Sunday, May 11, 2014

PauP: Getting Better but Still Bad

     Some days when we drive through PauP, I get the impression that things are getting better. Certainly, things are better than a year or two ago. Most of the tent cities that went up to house the internally displaced population have disappeared although I have no idea where the residents were relocated. Some of the grand post-earthquake plans for rebuilding Haiti included housing although those plans have mostly not been realized. But the tent cities are gone.

     A lot of building is going on in PauP. The airport terminal has been rebuilt. Passengers no longer deplane onto the tarmac but pass through a jetway into the air-conditioned terminal. The chaotic baggage claim area is larger and a baggage carousel emblazoned with ads for Prestige now makes it much easier to find your bags. New government buildings are going up, as are new luxury hotels. Still, in some parts of PauP it is hard to tell whether a building behind a construction fence is going up or waiting to be torn down.

     Although earthquake debris has long since been hauled away, trash is still everywhere. However, in some neighborhoods the trash is swept up into large piles and trucks come by to pick up the trash. I have seen people sweeping the sidewalk in front of a large government building at the end of the day. Mounds of trash accumulate in front of the main market and then are picked up and hauled off. People still can be seen picking through the trash for something to eat or something that they can sell. I watched one man with a machete slashing open plastic bags on a trash pile and rooting through the trash looking for anything of value. Then there are goats and pigs and dogs that roam over trash piles looking for something to eat.

     Traffic signals are slowly being repaired and put back in service and actually work in some parts of the city. At the busiest intersections that still have no traffic signals, police now direct traffic. But there are still intersections where chaos reigns and only the steely-nerved driver dares enter the mix.

     I continue to be amazed at how many streets in PauP, the capital city of Haiti, are in such deplorable condition. Even the main road from Tabarre to the airport is in a horrible state. The road that goes past the U.S. Embassy in Tabarre is almost as bad but at least it is being repaired. Traffic is engulfed in a haze of dust as it slowly makes its way down these roads. The good roads that run through PauP and connect it with Delmas and Petionville are usually jammed with traffic. Makendy knows the streets of PauP and he knows shortcuts to take through the neighborhoods. He will not hesitate to make a U-turn on a busy, traffic-clogged street to take a less-travelled road. We went down one of these side streets recently. At the foot of a short descent, there was a huge mess at the intersection: a mixture of rocks and rubble on top of a road pavement that was completely broken up. An SUV was stopped in front of us. The driver got out and walked around the front of the vehicle and leaned over the front wheel. He was switching the front-end wheels into 4-wheel drive! I had never seen anyone use 4-wheel drive before in a city (unless there was snow or ice on the roads). As we watched, Makendy nodded toward the shifter to his right and proudly told me that the Everest had 4-wheel drive also but that he could activate it from inside the vehicle. We waited as the SUV in front of us used its 4-wheel drive to pull its way over and through the intersection, then it was our turn. Makendy deftly drove the Everest over the broken road and debris without using 4-wheel drive and we moved smoothly across PauP using his short cut.
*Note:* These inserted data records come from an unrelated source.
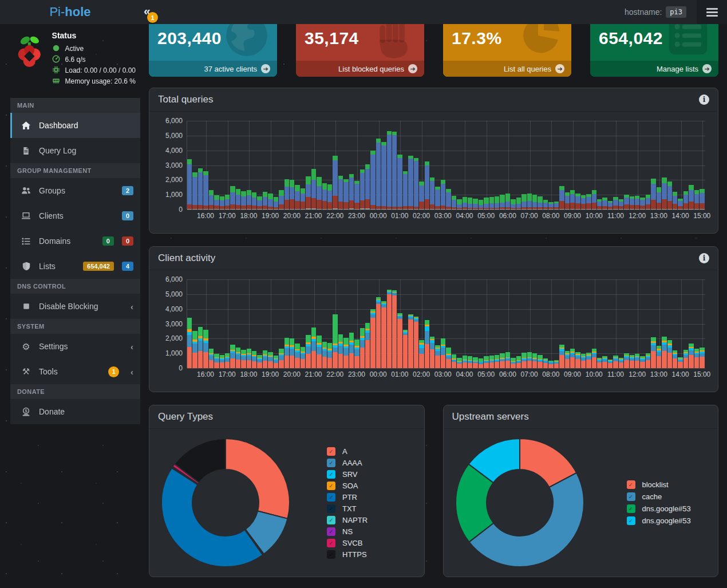 This screenshot has height=588, width=727. I want to click on chevron-left-icon: ‹, so click(132, 372). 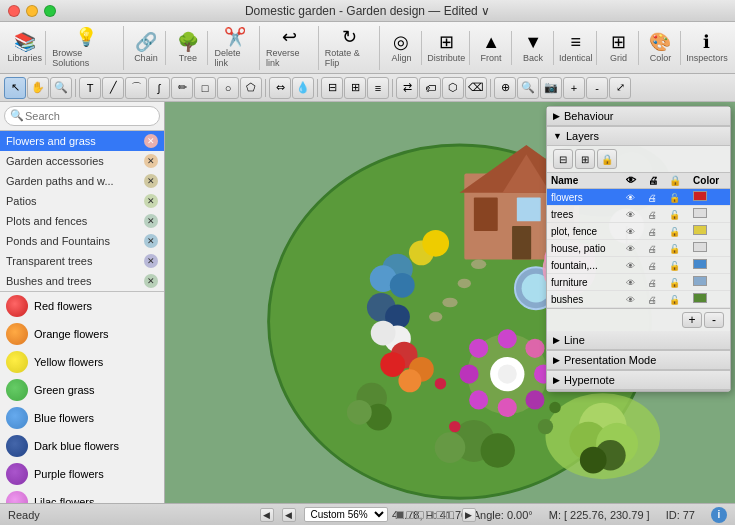 What do you see at coordinates (82, 201) in the screenshot?
I see `category-patios: Patios ✕` at bounding box center [82, 201].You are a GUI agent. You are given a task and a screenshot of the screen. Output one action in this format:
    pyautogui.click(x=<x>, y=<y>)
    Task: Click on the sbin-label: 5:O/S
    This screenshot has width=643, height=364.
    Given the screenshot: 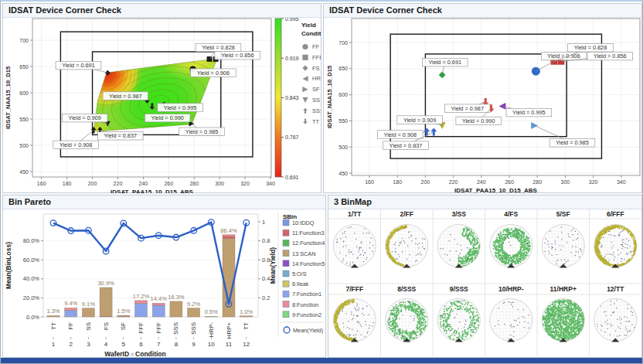 What is the action you would take?
    pyautogui.click(x=300, y=274)
    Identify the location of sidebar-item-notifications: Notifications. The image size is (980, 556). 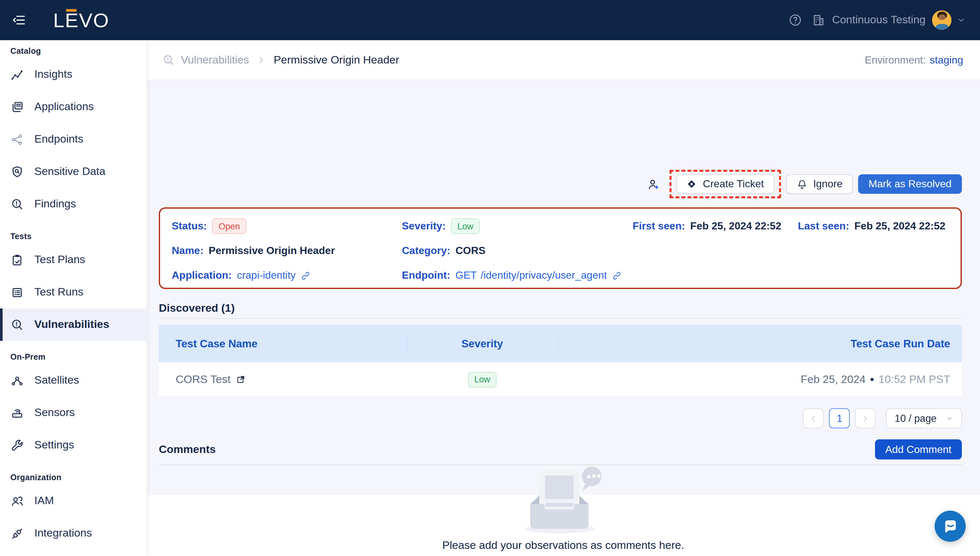
(73, 553).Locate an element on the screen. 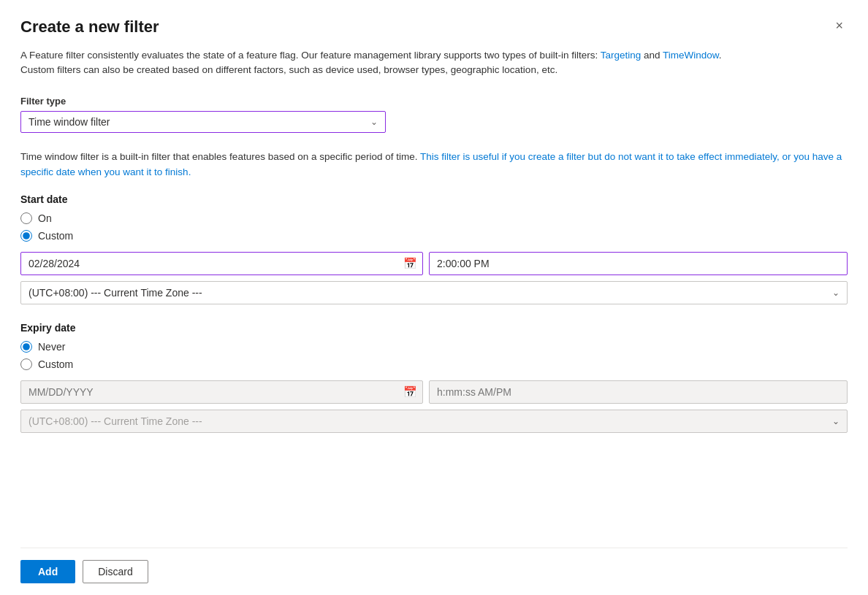 This screenshot has height=595, width=868. expiry-date-radio-group: Never Custom is located at coordinates (434, 356).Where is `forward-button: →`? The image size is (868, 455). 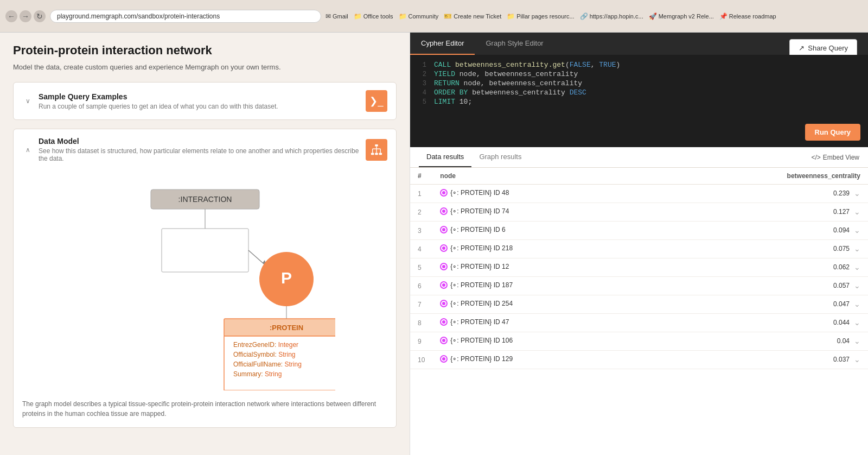
forward-button: → is located at coordinates (25, 16).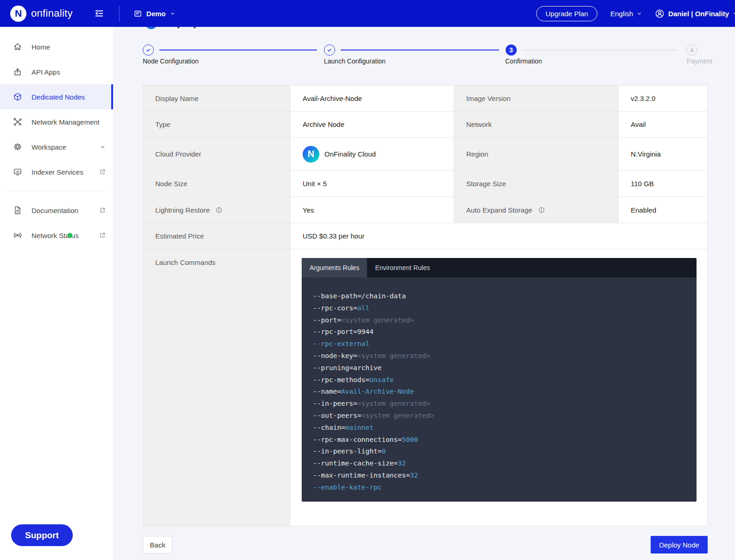 This screenshot has width=735, height=560. Describe the element at coordinates (663, 99) in the screenshot. I see `summary-value-image-version: v2.3.2.0` at that location. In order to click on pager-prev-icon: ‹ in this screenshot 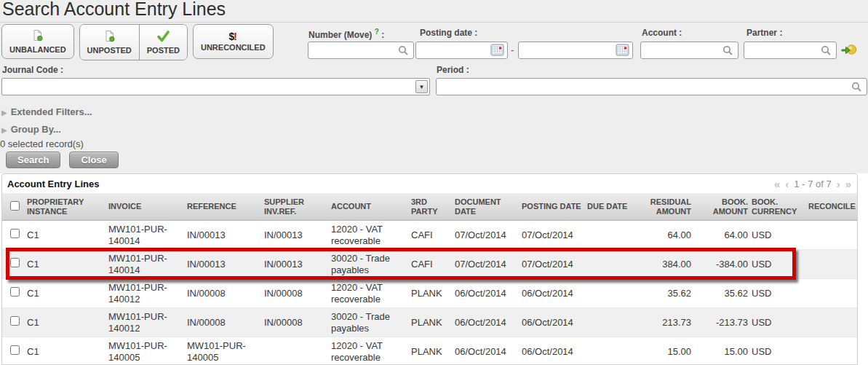, I will do `click(787, 184)`.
     We were soon on the road out of PauP and into Carrefour where traffic slowed as we moved in single file across a small river/drainage ditch. To our right a new bridge is under construction. It has been that way since I arrived in October. Every time we pass the bridge on our way in or out of PauP, I look for progress. Not much has happened in the last two months. Like most things in Haiti, it is getting there, but slowly.